The strategies that work: (1) Look in the towns 20 to 40 km from the main destination, Fiesole for Florence, Tivoli for Rome, Mestre for Venice, Sorrento for Amalfi; (2) Contact the hotels directly by email, some keep rooms for direct bookings not visible on Booking.com; (3) Agriturismo.it has properties the big OTAs ignore, at Ferragosto it is often the only option available at reasonable prices in rural areas; (4) Airbnb often shows the availability of private homes when the hotels are full; (5) Family-run B&Bs (1 to 5 rooms) have more variable availability than the chains, look for them directly on Google Maps filtering for "B&B plus city name" with the most recent reviews.
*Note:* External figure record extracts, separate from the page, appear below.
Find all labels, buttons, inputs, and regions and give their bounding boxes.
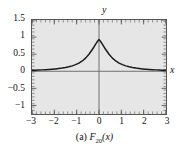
x-tick-label: −2 [44, 117, 64, 126]
caption-prefix: (a) [76, 131, 90, 142]
figure-caption: (a) F20(x) [0, 131, 189, 144]
caption-argument: (x) [102, 131, 113, 142]
x-tick-label: −3 [21, 117, 41, 126]
y-axis-label: y [102, 4, 106, 15]
x-tick-label: 0 [89, 117, 109, 126]
x-tick-label: 2 [134, 117, 154, 126]
x-tick-label: 3 [157, 117, 177, 126]
x-axis-label: x [170, 64, 174, 75]
figure: 1.510.50−0.5−1 −3−2−10123 y x (a) F20(x) [0, 0, 189, 150]
x-tick-label-group: −3−2−10123 [0, 0, 189, 150]
x-tick-label: −1 [66, 117, 86, 126]
x-tick-label: 1 [112, 117, 132, 126]
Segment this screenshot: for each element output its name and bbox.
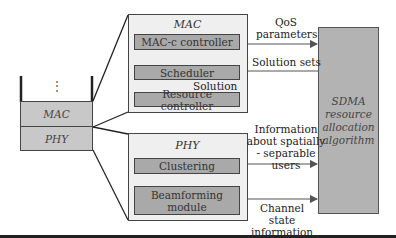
mac-panel-title: MAC — [129, 18, 246, 31]
sdma-algorithm-block: SDMA resource allocation algorithm — [318, 27, 379, 214]
clustering-block: Clustering — [134, 158, 240, 174]
qos-parameters-label: QoS parameters — [256, 16, 316, 40]
phy-panel-title: PHY — [129, 139, 246, 152]
stack-layer-phy: PHY — [20, 126, 93, 151]
protocol-stack: ⋮ MAC PHY — [20, 76, 93, 151]
resource-controller-block: Resource controller — [134, 92, 240, 107]
solution-sets-label: Solution sets — [252, 56, 321, 68]
beamforming-module-block: Beamforming module — [134, 186, 240, 215]
sdma-label: SDMA resource allocation algorithm — [323, 95, 375, 147]
mac-panel: MAC MAC-c controller Scheduler Solution … — [128, 14, 248, 113]
mac-c-controller-block: MAC-c controller — [134, 34, 240, 50]
scheduler-block: Scheduler — [134, 65, 240, 80]
stack-layer-mac: MAC — [20, 101, 93, 127]
stack-ellipsis: ⋮ — [20, 80, 93, 92]
channel-state-info-label: Channel state information — [250, 202, 314, 238]
phy-panel: PHY Clustering Beamforming module — [128, 133, 248, 221]
spatially-separable-info-label: Information about spatially - separable … — [246, 123, 326, 171]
The signs of a low-quality tourist restaurant: a menu with photos of the dishes (almost no quality Italian restaurant uses photos, the menus are written, full stop); staff outside the door who "invite" passersby in (never a good sign in Italy); a menu in 8 languages with the same identical offerings; "pizza and pasta and tiramisù" as the only dishes of a cuisine that should be regional; a location on a main tourist square (Piazza Navona in Rome, Piazza della Repubblica in Florence, the cost of the rent pushes prices up 40 to 60% compared with the neighborhood trattorias). The signs of an authentic restaurant: a menu handwritten or on a blackboard (it changes with the season); a mostly Italian clientele; house wine loose in a carafe (almost always good and at €3 to €4); a starter not asked for but brought automatically with the bread (in the trattorias of the South); the waiter who asks you "where are you from?" with genuine curiosity, not as a profession.
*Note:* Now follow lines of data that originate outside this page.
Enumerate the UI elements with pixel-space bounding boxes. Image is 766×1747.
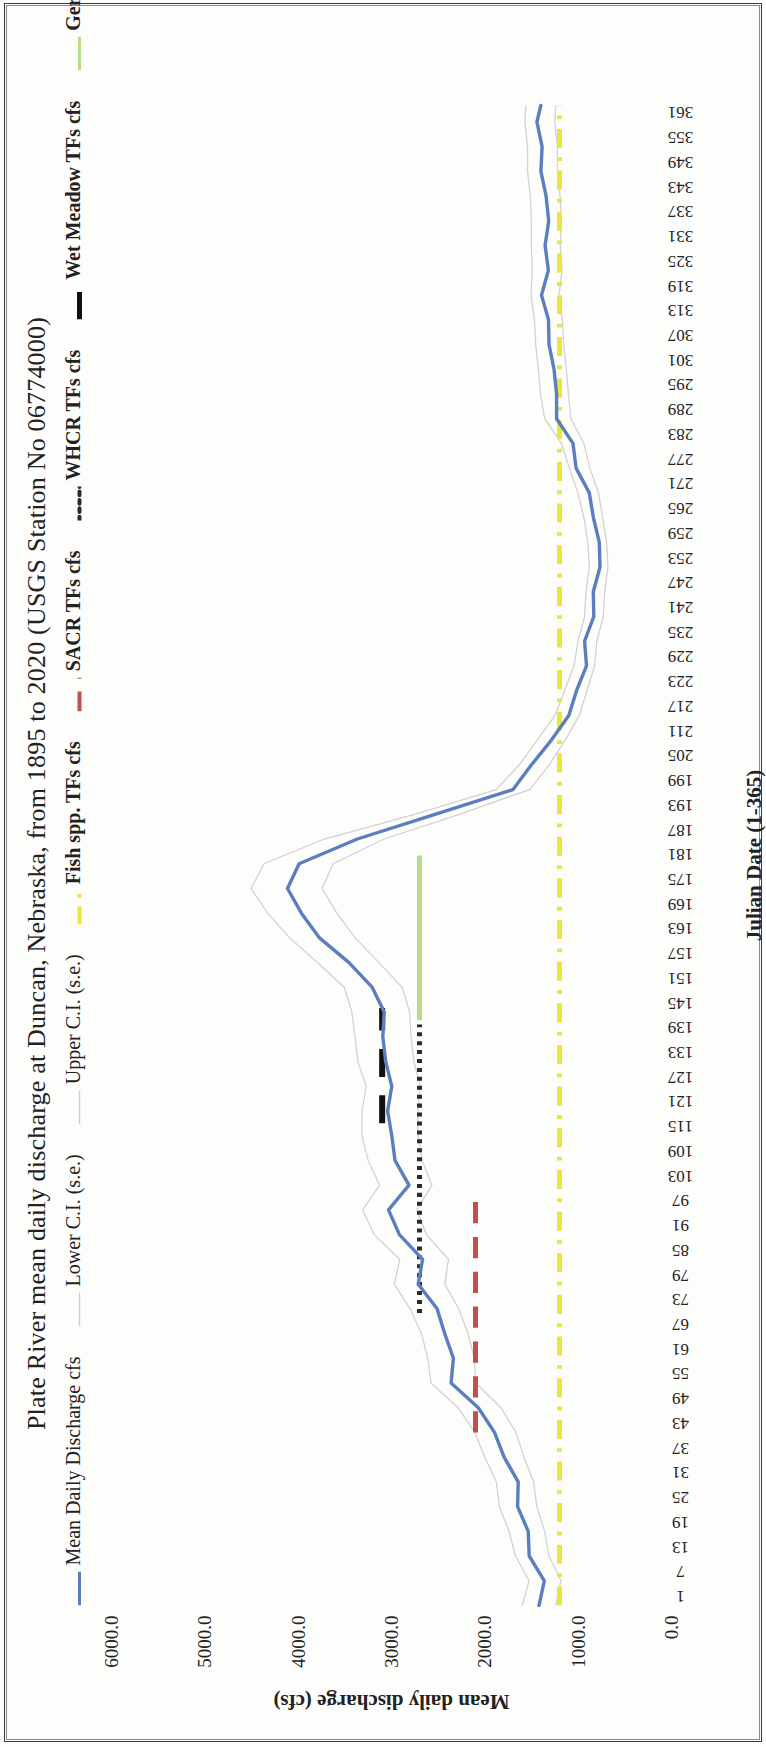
legend-label: Wet Meadow TFs cfs: [62, 101, 85, 280]
x-axis-tick-label: 133: [668, 1042, 694, 1062]
x-axis-tick-label: 295: [668, 374, 694, 394]
scanned-page: Plate River mean daily discharge at Dunc…: [0, 0, 766, 1747]
x-axis-tick-label: 19: [672, 1511, 689, 1531]
x-axis-tick-label: 337: [668, 201, 694, 221]
x-axis-tick-label: 331: [668, 226, 694, 246]
legend-swatch-thick-dash-icon: [67, 286, 79, 320]
plot-area: Mean daily discharge (cfs) 0.01000.02000…: [112, 106, 672, 1606]
x-axis-tick-label: 91: [672, 1215, 689, 1235]
x-axis-tick-label: 355: [668, 127, 694, 147]
legend-swatch-solid-icon: [67, 1292, 79, 1326]
legend-label: Lower C.I. (s.e.): [62, 1154, 85, 1286]
x-axis-tick-label: 79: [672, 1264, 689, 1284]
x-axis-tick-label: 67: [672, 1314, 689, 1334]
x-axis-tick-label: 115: [668, 1116, 693, 1136]
x-axis-tick-label: 61: [672, 1338, 689, 1358]
legend-item: Lower C.I. (s.e.): [62, 1154, 85, 1326]
legend-item: Wet Meadow TFs cfs: [62, 101, 85, 320]
x-axis-tick-label: 187: [668, 819, 694, 839]
legend-swatch-solid-icon: [67, 1572, 79, 1606]
legend-swatch-solid-icon: [67, 1090, 79, 1124]
x-axis-tick-label: 289: [668, 399, 694, 419]
x-axis-tick-label: 211: [668, 720, 693, 740]
x-axis-tick-label: 103: [668, 1165, 694, 1185]
legend-item: SACR TFs cfs: [62, 551, 85, 712]
series-lines: [112, 106, 672, 1606]
confidence-interval-line: [322, 106, 608, 1606]
x-axis-tick-label: 1: [676, 1586, 685, 1606]
y-axis-tick-label: 4000.0: [287, 1616, 309, 1668]
legend-label: Fish spp. TFs cfs: [62, 741, 85, 884]
figure-stage: Plate River mean daily discharge at Dunc…: [16, 24, 751, 1724]
y-axis-tick-label: 6000.0: [101, 1616, 123, 1668]
x-axis-tick-label: 85: [672, 1239, 689, 1259]
x-axis-tick-label: 193: [668, 794, 694, 814]
chart-legend: Mean Daily Discharge cfsLower C.I. (s.e.…: [62, 0, 85, 1606]
x-axis-tick-label: 313: [668, 300, 694, 320]
x-axis-tick-label: 319: [668, 275, 694, 295]
x-axis-tick-label: 139: [668, 1017, 694, 1037]
x-axis-tick-label: 181: [668, 844, 694, 864]
x-axis-tick-label: 175: [668, 868, 694, 888]
x-axis-tick-label: 55: [672, 1363, 689, 1383]
x-axis-tick-label: 157: [668, 943, 694, 963]
x-axis-tick-label: 145: [668, 992, 694, 1012]
x-axis-tick-label: 205: [668, 745, 694, 765]
x-axis-tick-label: 97: [672, 1190, 689, 1210]
x-axis-tick-label: 343: [668, 176, 694, 196]
x-axis-tick-label: 7: [676, 1561, 685, 1581]
y-axis-tick-label: 1000.0: [567, 1616, 589, 1668]
y-axis-tick-label: 2000.0: [474, 1616, 496, 1668]
x-axis-tick-label: 349: [668, 151, 694, 171]
y-axis-title: Mean daily discharge (cfs): [273, 1689, 509, 1714]
x-axis-tick-label: 283: [668, 423, 694, 443]
x-axis-tick-label: 43: [672, 1412, 689, 1432]
x-axis-tick-label: 241: [668, 597, 694, 617]
x-axis-title: Julian Date (1-365): [742, 770, 766, 942]
legend-swatch-dotted-icon: [67, 487, 79, 521]
x-axis-tick-label: 277: [668, 448, 694, 468]
x-axis-tick-label: 151: [668, 967, 694, 987]
mean-discharge-line: [288, 106, 601, 1606]
x-axis-tick-label: 163: [668, 918, 694, 938]
x-axis-tick-label: 301: [668, 349, 694, 369]
x-axis-tick-label: 235: [668, 621, 694, 641]
x-axis-tick-label: 25: [672, 1487, 689, 1507]
legend-swatch-long-dash-icon: [67, 677, 79, 711]
legend-label: Mean Daily Discharge cfs: [62, 1356, 85, 1565]
legend-label: WHCR TFs cfs: [62, 350, 85, 481]
x-axis-tick-label: 121: [668, 1091, 694, 1111]
x-axis-tick-label: 223: [668, 671, 694, 691]
x-axis-tick-label: 259: [668, 522, 694, 542]
figure-title: Plate River mean daily discharge at Dunc…: [22, 24, 52, 1724]
x-axis-tick-label: 271: [668, 473, 694, 493]
y-axis-tick-label: 0.0: [661, 1616, 683, 1640]
legend-item: Mean Daily Discharge cfs: [62, 1356, 85, 1605]
x-axis-tick-label: 31: [672, 1462, 689, 1482]
legend-label: SACR TFs cfs: [62, 551, 85, 672]
x-axis-tick-label: 37: [672, 1437, 689, 1457]
legend-swatch-dash-dot-icon: [67, 890, 79, 924]
x-axis-tick-label: 127: [668, 1066, 694, 1086]
x-axis-tick-label: 325: [668, 250, 694, 270]
x-axis-tick-label: 199: [668, 770, 694, 790]
legend-item: Fish spp. TFs cfs: [62, 741, 85, 924]
x-axis-tick-label: 307: [668, 325, 694, 345]
x-axis-tick-label: 109: [668, 1140, 694, 1160]
x-axis-tick-label: 169: [668, 893, 694, 913]
y-axis-tick-label: 5000.0: [194, 1616, 216, 1668]
legend-item: WHCR TFs cfs: [62, 350, 85, 521]
plot-canvas: [112, 106, 672, 1606]
legend-swatch-solid-icon: [67, 37, 79, 71]
legend-item: Upper C.I. (s.e.): [62, 954, 85, 1124]
x-axis-tick-label: 265: [668, 498, 694, 518]
x-axis-tick-label: 361: [668, 102, 694, 122]
legend-label: Upper C.I. (s.e.): [62, 954, 85, 1084]
x-axis-tick-label: 253: [668, 547, 694, 567]
x-axis-tick-label: 217: [668, 695, 694, 715]
x-axis-tick-label: 13: [672, 1536, 689, 1556]
x-axis-tick-label: 229: [668, 646, 694, 666]
x-axis-tick-label: 49: [672, 1388, 689, 1408]
x-axis-tick-label: 73: [672, 1289, 689, 1309]
legend-label: Germination TFs cfs: [62, 0, 85, 31]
Italian neighborhood markets run Monday to Saturday morning (7:00 to 13:00 in most cities), Wednesday and Saturday are the days with the most stalls in the medium-to-large cities. The etiquette of the Italian market: you do not touch the fruit without asking the vendor ("posso?"), the vendor chooses the product for you and this is normal, not a scam; you rarely haggle in Italian markets (it is more a southern tradition than a Piedmontese or Lombard one); the prices at Italian neighborhood markets are always lower than the supermarket for fruit and vegetables and comparable or higher for meat and fish. The most authentic markets by region: the Porta Palazzo market in Turin (the largest in Europe by surface); the Sant'Ambrogio market in Florence (the Florentines' favorite, near Santa Croce); the Ballarò market in Palermo (the most picturesque in Italy).
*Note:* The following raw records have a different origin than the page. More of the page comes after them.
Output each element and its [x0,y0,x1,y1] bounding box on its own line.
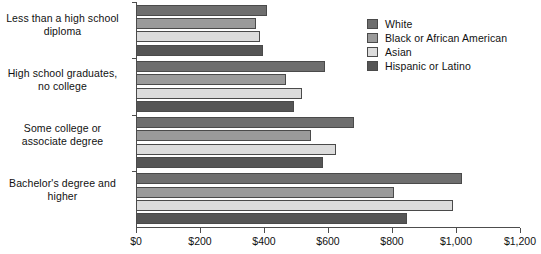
legend: White Black or African American Asian Hi… [367,17,532,74]
x-tick [456,228,457,233]
x-tick [136,228,137,233]
category-label-3-line-1: higher [0,190,125,203]
group-tick [132,171,137,172]
legend-swatch-black-or-african-american [367,33,378,43]
category-label-1: High school graduates, no college [0,67,125,93]
category-label-2-line-0: Some college or [0,122,125,135]
legend-swatch-white [367,19,378,29]
category-label-1-line-0: High school graduates, [0,67,125,80]
category-label-3: Bachelor's degree and higher [0,177,125,203]
bar [136,187,394,198]
category-label-2-line-1: associate degree [0,135,125,148]
bar [136,117,354,128]
x-tick [392,228,393,233]
legend-swatch-hispanic-or-latino [367,61,378,71]
category-label-0-line-1: diploma [0,25,125,38]
category-label-1-line-1: no college [0,80,125,93]
legend-label-hispanic-or-latino: Hispanic or Latino [385,60,471,72]
legend-label-white: White [385,18,412,30]
bar [136,200,453,211]
category-label-0-line-0: Less than a high school [0,12,125,25]
x-tick-label: $600 [298,235,358,247]
x-tick-label: $800 [362,235,422,247]
bar [136,88,302,99]
legend-item-asian: Asian [367,45,532,59]
bar [136,173,462,184]
category-label-2: Some college or associate degree [0,122,125,148]
group-tick [132,115,137,116]
x-tick-label: $400 [234,235,294,247]
category-label-0: Less than a high school diploma [0,12,125,38]
legend-label-black-or-african-american: Black or African American [385,32,507,44]
x-tick [264,228,265,233]
bar [136,157,323,168]
category-axis-labels: Less than a high school diploma High sch… [0,0,131,227]
legend-item-white: White [367,17,532,31]
x-tick [328,228,329,233]
bar [136,130,311,141]
bar [136,213,407,224]
bar [136,5,267,16]
legend-item-hispanic-or-latino: Hispanic or Latino [367,60,532,74]
bar [136,18,256,29]
legend-swatch-asian [367,47,378,57]
bar [136,144,336,155]
category-label-3-line-0: Bachelor's degree and [0,177,125,190]
legend-item-black-or-african-american: Black or African American [367,31,532,45]
bar [136,74,286,85]
group-tick [132,58,137,59]
x-tick-label: $0 [106,235,166,247]
bar [136,101,294,112]
x-tick [520,228,521,233]
x-tick-label: $1,200 [490,235,541,247]
legend-label-asian: Asian [385,46,412,58]
x-tick-label: $200 [170,235,230,247]
bar [136,61,325,72]
bar [136,45,263,56]
group-tick [132,2,137,3]
x-tick [200,228,201,233]
bar [136,31,260,42]
x-tick-label: $1,000 [426,235,486,247]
The Italian health system is public and universal, in an emergency anyone is treated regardless of nationality and insurance coverage. The Emergency Room (Pronto Soccorso, PS): in any Italian hospital for emergencies, the single emergency number is 118 (ambulance) and 112 (all emergencies). The triage: red code (life-threatening) is treated immediately; yellow code (urgent) within 30 minutes; green code (non-urgent) may wait 2 to 6 hours. For non-emergencies: the Guardia Medica (116117) is the out-of-hours and holiday care service, a doctor answers for free and can make a house call to your hotel. The night on-call pharmacy: every city has pharmacies that open at night on a rotation, the list is posted on the door of every closed pharmacy or search "farmacia di turno plus city name" on Google Maps.